Seldin met fellow Rhodes Scholar Whitney Haring-Smith in 2009 and they married in Florida in 2012.[4]

https://www.abigailseldin.com

References

  1. Chernikoff, Helen (2021-11-22). "A young philanthropist goes all in on 'high-risk, high-reward' grants". eJewish Philanthropy. Retrieved 2022-04-23.
  2. Lieber, Ron (21 November 2014). "Comparing College Costs the easy way". The New York Times.
  3. Douglas-Gabriel, Danielle (April 15, 2020). "As colleges brace for financial aid appeals, there's a new tool to help students file them". The Washington Post.
  4. "Abigail Seldin and Whitney Haring-Smith". The New York Times.

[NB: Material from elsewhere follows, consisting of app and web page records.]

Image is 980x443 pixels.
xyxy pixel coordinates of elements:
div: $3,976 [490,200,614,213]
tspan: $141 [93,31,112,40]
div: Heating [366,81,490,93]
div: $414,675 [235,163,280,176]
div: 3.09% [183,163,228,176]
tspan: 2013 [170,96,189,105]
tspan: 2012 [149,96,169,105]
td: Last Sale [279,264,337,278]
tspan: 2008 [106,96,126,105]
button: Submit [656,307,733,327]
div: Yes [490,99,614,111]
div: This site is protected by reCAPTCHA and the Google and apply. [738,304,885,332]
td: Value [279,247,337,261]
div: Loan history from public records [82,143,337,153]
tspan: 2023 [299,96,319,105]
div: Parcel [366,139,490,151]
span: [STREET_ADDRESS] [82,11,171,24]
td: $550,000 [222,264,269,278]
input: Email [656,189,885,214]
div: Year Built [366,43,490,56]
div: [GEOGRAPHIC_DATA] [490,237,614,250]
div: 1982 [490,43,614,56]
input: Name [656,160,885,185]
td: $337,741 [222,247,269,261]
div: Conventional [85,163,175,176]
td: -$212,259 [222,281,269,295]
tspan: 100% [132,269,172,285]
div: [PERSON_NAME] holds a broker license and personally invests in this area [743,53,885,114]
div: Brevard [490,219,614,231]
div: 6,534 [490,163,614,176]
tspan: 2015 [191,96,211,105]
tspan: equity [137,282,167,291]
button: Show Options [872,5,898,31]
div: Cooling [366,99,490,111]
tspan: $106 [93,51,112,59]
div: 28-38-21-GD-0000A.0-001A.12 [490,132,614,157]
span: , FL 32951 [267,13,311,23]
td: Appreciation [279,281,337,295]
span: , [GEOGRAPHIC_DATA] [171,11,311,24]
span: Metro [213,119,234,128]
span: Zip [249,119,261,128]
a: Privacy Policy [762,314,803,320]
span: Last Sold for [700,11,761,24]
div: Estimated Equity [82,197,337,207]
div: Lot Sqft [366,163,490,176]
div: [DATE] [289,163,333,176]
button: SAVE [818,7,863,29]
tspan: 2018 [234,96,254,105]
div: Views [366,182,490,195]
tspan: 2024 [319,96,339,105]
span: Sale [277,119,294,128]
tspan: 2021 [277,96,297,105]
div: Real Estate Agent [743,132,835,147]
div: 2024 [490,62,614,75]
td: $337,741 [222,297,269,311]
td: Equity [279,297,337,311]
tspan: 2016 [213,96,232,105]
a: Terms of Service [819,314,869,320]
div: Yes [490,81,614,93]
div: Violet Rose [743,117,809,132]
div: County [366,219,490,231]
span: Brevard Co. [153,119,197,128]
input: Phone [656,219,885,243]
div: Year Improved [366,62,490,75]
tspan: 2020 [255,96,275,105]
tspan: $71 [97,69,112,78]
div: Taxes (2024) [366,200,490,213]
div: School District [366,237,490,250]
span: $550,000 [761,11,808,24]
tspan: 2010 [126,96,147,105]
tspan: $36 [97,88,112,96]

The New York Times. May 27, 2012.
  5. Snyder, Susan (November 25, 2008). "Penn scholar's road to a Rhodes scholarship". The Philadelphia Inquirer.
  6. Stafford Blustain, Malinda (2018). Glory, Trouble, and Renaissance at the Robert S. Peabody Museum of Archaeology. U of Nebraska Press. ISBN 9781496205414.

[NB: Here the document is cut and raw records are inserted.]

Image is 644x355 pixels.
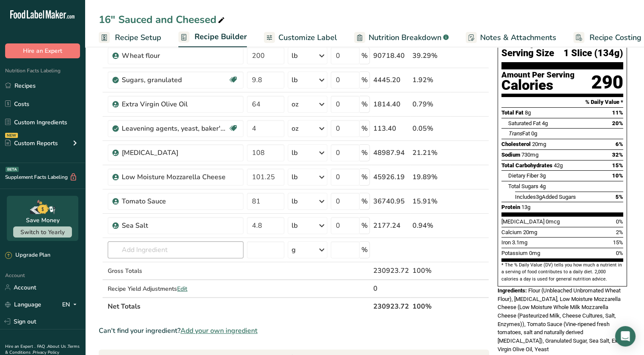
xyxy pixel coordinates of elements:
div: Sugars, granulated [122,75,228,85]
div: Calories [502,79,574,92]
span: Nutrition Breakdown [369,32,441,43]
a: Customize Label [264,28,337,47]
span: 32% [612,152,623,158]
span: 5% [616,194,623,200]
div: 0.94% [413,221,448,231]
div: 15.91% [413,196,448,206]
div: Can't find your ingredient? [98,326,489,336]
button: Hire an Expert [5,43,80,58]
div: lb [292,148,297,158]
div: Custom Reports [5,139,58,148]
span: 0mcg [546,218,560,225]
div: 8 Servings Per Container [502,40,623,48]
div: Upgrade Plan [5,251,50,260]
span: 0% [616,218,623,225]
div: 113.40 [373,124,409,134]
div: 36740.95 [373,196,409,206]
span: Dietary Fiber [508,172,539,179]
div: Low Moisture Mozzarella Cheese [122,172,228,183]
span: Notes & Attachments [480,32,556,43]
button: Switch to Yearly [13,226,72,238]
span: Potassium [502,250,528,257]
div: lb [292,75,297,85]
div: 16" Sauced and Cheesed [98,12,226,27]
div: lb [292,51,297,61]
span: 4g [542,120,548,127]
a: Nutrition Breakdown [354,28,448,47]
span: Ingredients: [498,287,527,294]
span: 42g [554,162,562,169]
a: Recipe Setup [98,28,161,47]
div: 45926.19 [373,172,409,183]
div: Save Money [26,216,60,225]
span: Total Sugars [508,183,539,189]
div: 39.29% [413,51,448,61]
div: 48987.94 [373,148,409,158]
div: 90718.40 [373,51,409,61]
span: 1 Slice (134g) [564,48,623,59]
span: Serving Size [502,48,554,59]
span: 15% [613,239,623,246]
div: lb [292,172,297,183]
a: FAQ . [37,344,47,349]
div: lb [292,196,297,206]
span: Iron [502,239,511,246]
div: NEW [5,133,18,138]
a: Recipe Builder [178,27,247,48]
span: Add your own ingredient [181,326,258,336]
div: Tomato Sauce [122,196,228,206]
span: 0% [616,250,623,257]
span: Protein [502,204,520,210]
span: [MEDICAL_DATA] [502,218,544,225]
div: BETA [6,167,19,172]
span: 20mg [532,141,546,147]
span: 20% [612,120,623,127]
input: Add Ingredient [108,241,243,258]
span: Cholesterol [502,141,531,147]
section: % Daily Value * [502,97,623,107]
a: Recipe Costing [573,28,641,47]
span: 4g [540,183,546,189]
div: Recipe Yield Adjustments [108,284,243,294]
span: Fat [508,130,530,137]
span: Recipe Costing [589,32,641,43]
a: About Us . [47,344,68,349]
div: g [292,245,296,255]
span: Recipe Builder [194,31,247,43]
span: Switch to Yearly [21,228,65,236]
div: oz [292,99,298,109]
div: Sea Salt [122,221,228,231]
div: Leavening agents, yeast, baker's, active dry [122,124,228,134]
div: 19.89% [413,172,448,183]
div: EN [62,299,80,309]
span: 13g [522,204,531,210]
span: 0g [531,130,537,137]
span: 10% [612,172,623,179]
div: 0.79% [413,99,448,109]
span: 2% [616,229,623,235]
a: Notes & Attachments [466,28,556,47]
div: 1.92% [413,75,448,85]
div: 21.21% [413,148,448,158]
span: Total Carbohydrates [502,162,552,169]
span: 3g [540,172,546,179]
span: 11% [612,109,623,116]
div: Open Intercom Messenger [615,326,635,347]
div: oz [292,124,298,134]
span: Calcium [502,229,522,235]
div: 0.05% [413,124,448,134]
div: lb [292,221,297,231]
span: Saturated Fat [508,120,541,127]
span: Edit [177,285,187,293]
span: 0mg [529,250,540,257]
i: Trans [508,130,522,137]
span: 3.1mg [512,239,527,246]
span: 15% [612,162,623,169]
th: 230923.72 [372,297,411,315]
span: Sodium [502,152,520,158]
div: Gross Totals [108,267,243,275]
span: Customize Label [278,32,337,43]
span: Total Fat [502,109,524,116]
div: 230923.72 [373,266,409,276]
div: 100% [413,266,448,276]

  7. "Abigail Seldin - Founder of College Abacus". HuffPost.
  8. Hurdle, John (December 1, 2008). "Exhibition shows how native American tribe survived". Reuters.
  9. "TARS 2019" (PDF).
  10. Maffeo, Lauren (November 6, 2014). "Why I turned down Silicon Valley for Washington, DC". The Next Web.

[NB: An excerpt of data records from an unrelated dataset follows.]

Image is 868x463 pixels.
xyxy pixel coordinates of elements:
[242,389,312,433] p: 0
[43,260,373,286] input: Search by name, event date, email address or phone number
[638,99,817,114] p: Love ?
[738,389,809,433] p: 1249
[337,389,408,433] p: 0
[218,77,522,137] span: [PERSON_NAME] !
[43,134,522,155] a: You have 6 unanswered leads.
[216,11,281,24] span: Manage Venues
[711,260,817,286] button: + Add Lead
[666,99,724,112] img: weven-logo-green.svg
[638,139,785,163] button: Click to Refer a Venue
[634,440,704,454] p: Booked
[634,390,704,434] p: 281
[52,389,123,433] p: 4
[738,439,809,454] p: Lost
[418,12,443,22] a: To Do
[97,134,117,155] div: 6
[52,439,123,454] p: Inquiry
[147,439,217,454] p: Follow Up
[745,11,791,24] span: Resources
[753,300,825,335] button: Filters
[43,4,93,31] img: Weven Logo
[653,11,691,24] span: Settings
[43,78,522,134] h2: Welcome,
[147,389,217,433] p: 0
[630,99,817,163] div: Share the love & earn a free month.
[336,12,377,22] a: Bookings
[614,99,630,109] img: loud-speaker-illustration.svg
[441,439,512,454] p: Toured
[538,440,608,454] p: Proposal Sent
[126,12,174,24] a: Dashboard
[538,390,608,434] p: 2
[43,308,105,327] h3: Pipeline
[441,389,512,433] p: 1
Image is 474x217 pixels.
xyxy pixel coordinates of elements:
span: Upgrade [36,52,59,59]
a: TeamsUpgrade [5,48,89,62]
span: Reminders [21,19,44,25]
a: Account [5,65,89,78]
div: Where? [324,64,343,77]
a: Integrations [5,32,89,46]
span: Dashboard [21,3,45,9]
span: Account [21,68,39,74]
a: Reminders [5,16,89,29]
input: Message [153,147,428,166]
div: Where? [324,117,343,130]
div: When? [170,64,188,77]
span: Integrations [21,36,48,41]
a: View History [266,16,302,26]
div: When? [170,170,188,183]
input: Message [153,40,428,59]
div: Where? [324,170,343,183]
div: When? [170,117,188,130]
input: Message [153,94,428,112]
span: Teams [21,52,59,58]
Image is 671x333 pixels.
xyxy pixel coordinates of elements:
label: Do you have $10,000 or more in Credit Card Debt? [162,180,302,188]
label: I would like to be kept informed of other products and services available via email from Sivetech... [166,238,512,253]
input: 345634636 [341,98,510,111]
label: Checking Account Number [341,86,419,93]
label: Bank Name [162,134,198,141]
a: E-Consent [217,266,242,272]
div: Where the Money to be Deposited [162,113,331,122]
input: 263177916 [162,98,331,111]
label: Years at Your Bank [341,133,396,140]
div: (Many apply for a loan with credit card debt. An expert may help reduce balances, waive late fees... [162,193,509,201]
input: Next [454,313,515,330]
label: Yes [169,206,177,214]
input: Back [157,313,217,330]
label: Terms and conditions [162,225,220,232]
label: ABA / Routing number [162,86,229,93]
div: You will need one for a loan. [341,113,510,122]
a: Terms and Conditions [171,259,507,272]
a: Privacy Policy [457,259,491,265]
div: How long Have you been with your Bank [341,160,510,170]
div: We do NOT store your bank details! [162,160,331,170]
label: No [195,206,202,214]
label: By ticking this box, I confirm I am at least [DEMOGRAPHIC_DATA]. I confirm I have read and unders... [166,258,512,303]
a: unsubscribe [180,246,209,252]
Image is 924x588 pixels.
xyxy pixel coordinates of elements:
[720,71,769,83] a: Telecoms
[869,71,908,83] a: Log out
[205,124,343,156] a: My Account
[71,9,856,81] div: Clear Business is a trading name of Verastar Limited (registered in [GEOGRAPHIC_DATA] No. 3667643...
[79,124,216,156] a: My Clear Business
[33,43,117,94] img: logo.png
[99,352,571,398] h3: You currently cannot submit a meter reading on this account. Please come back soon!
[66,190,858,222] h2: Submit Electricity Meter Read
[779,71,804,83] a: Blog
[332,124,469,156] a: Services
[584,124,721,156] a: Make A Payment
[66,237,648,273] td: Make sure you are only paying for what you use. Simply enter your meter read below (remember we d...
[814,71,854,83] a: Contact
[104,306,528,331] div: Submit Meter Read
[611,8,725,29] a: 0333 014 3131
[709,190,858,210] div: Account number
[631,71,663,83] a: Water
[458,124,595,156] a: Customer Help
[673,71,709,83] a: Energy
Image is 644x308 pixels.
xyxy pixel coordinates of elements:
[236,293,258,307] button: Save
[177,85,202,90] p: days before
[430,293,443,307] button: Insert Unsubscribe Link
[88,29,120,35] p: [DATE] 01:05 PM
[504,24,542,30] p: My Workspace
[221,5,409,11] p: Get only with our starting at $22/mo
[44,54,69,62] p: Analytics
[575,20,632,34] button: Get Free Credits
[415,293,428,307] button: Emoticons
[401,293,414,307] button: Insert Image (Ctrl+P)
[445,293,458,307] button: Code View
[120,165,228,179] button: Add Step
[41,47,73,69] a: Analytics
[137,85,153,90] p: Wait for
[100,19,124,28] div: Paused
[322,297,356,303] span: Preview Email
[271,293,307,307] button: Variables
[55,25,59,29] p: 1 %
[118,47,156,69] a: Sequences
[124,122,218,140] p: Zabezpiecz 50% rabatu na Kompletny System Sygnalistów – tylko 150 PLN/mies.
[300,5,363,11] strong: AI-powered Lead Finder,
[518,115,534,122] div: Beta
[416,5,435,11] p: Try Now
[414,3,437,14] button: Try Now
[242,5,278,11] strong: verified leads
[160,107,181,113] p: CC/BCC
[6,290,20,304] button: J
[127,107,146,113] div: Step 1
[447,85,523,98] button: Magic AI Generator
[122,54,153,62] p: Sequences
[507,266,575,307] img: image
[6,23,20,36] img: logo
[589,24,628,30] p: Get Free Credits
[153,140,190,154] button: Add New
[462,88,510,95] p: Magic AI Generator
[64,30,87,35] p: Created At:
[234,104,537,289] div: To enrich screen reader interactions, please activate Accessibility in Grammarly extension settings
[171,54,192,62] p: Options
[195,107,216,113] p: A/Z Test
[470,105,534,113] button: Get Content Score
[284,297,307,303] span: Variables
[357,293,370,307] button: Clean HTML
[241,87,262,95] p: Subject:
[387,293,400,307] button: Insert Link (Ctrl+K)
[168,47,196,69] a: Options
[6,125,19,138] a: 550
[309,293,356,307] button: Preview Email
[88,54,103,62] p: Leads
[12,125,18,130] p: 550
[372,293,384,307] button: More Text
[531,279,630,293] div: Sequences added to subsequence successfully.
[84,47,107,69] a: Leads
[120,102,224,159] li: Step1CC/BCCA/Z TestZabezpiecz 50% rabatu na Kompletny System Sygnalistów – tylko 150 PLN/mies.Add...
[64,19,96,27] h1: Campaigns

  11. Zweifler, Seth (November 6, 2014). "Two graduates selected as Luce Scholars". The Daily Pennsylvanian.
  12. "2015: 30 under 30 - Education". Forbes. Archived from the original on January 9, 2015.
  13. Grant, Rebecca (September 25, 2013). "Finance 101: College Abacus helps students figure out what schools they can afford". Venturebeat.
  14. Greenberg, Molly (January 5, 2015). "6 of Forbes' '30 Under 30′ Education All-Stars Have DC-Area Ties". DC Inno.
  15. Chang, Lulu (December 20, 2015). "Abigail Seldin talks College Abacus and being a woman in tech". Digital Trends.
  16. Berman, Jillian (November 1, 2015). "The New Math of College Rankings". The Wall Street Journal.
  17. "The Seldin/Haring-Smith Foundation organizes and funds public interest projects within the United States". Official website.
  18. Hoover, Eric (April 15, 2020). "Financial-Aid Appeals Are Mysterious. This Tool Was Built to Simplify Them". Chronicle of Higher Education.
  19. Wan, Tony (April 15, 2020). "Students Need More Financial Aid Than What They Applied for. A Free New Tool Can Help". Edsurge.
  20. Lieber, Ron (2020-04-25). "How to Ask a College for More Financial Aid". The New York Times. ISSN 0362-4331. Retrieved 2020-04-27.
  21. "World Changing Ideas Awards 2021: Education Finalists and Honorable Mentions". Fast Company. 2021-05-04. Retrieved 2021-08-30.
  22. "Biden admin taps Rich Cordray, former CFPB chief, to oversee federal student loans". Politico. 2021-05-03.
  23. "A Sex Trafficking Operation or a School? | RealClearPolitics". www.realclearpolitics.com. Retrieved 2021-08-30.
  24. "Report Linking Institutions to Sex Trafficking Prompts Congressional Investigation | Inside Higher Ed". www.insidehighered.com. Retrieved 2021-08-30.
  25. "Massage schools linked to prostitution, fraud remain open". www.usatoday.com. July 7, 2021. Retrieved 2021-08-30.
  26. "Abigail Seldin". The Hope Center. 2020-08-03. Retrieved 2022-04-23.
  27. Seldin, Abigail. "Don't Get Conned Paying for College: Five Scholarship and Financial Aid Scams to Watch Out for this College Application Season". HuffPost.
  28. Seldin, Abigail (2020-11-21). "College students are going hungry — states can help". The Hill. Retrieved 2022-04-23.
  29. Goldrick-Rab, Sara; Seldin, Abigail (2019-10-06). "California's new law allowing college athletes to be paid is a step in the right direction". Salon. Retrieved 2022-04-23.
  30. Goldrick-Rab, Sara; Seldin, Abigail (14 March 2019). "Why did it take a celebrity scandal to talk absurd college costs? | Opinion". inquirer.com. Retrieved 2022-04-23.
  31. Seldin, Abigail (2019-04-03). "Final Four is a time to challenge college's true cost". CNN. Retrieved 2022-04-23.